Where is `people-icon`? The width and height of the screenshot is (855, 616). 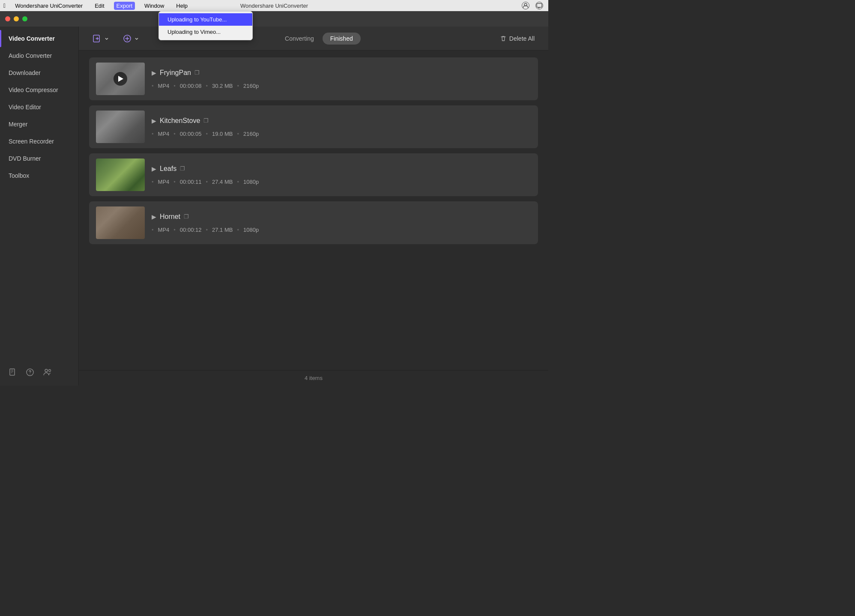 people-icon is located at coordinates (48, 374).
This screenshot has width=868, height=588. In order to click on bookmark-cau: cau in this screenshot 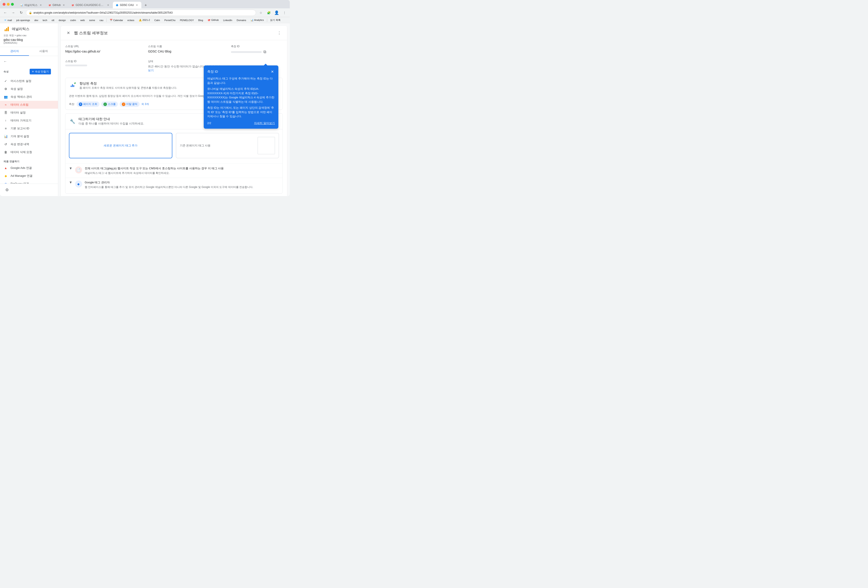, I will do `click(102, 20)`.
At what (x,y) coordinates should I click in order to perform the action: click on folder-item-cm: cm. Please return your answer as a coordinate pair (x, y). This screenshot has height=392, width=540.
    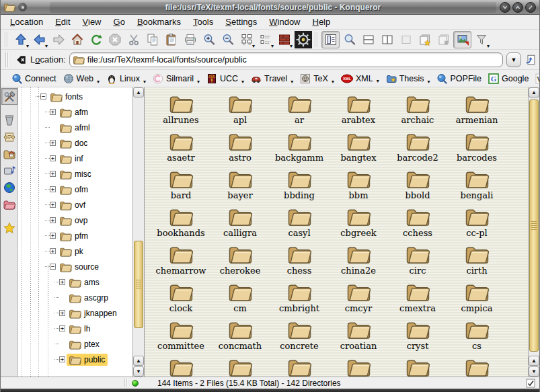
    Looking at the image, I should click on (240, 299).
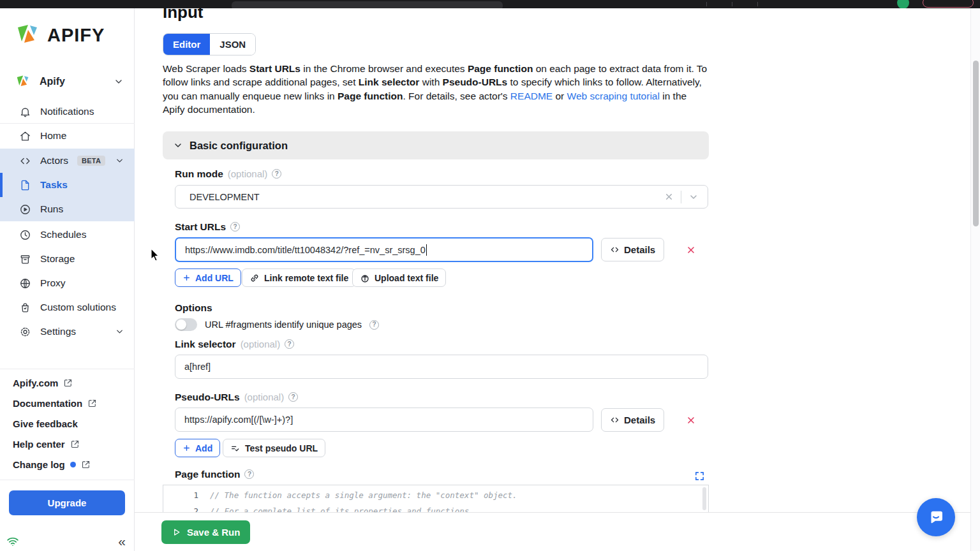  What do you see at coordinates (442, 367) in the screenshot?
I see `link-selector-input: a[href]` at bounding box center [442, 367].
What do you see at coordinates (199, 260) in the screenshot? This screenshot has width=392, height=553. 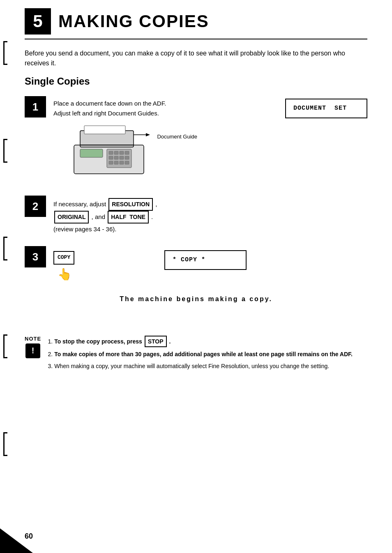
++++++++++
◆ **Problem to work on**:
Skip all pictures. Write out only the lines from the one containing "At what (x,y)" to the end of the listing above, inclusive, exactly as given.

◆ **Solution for this task**:
At what (x,y) coordinates should I click in order to perform the action: click on folder-item-cm: cm. Please return your answer as a coordinate pair (x, y). This screenshot has height=392, width=540.
    Looking at the image, I should click on (240, 299).
  What do you see at coordinates (442, 367) in the screenshot?
I see `link-selector-input: a[href]` at bounding box center [442, 367].
What do you see at coordinates (199, 260) in the screenshot? This screenshot has width=392, height=553. 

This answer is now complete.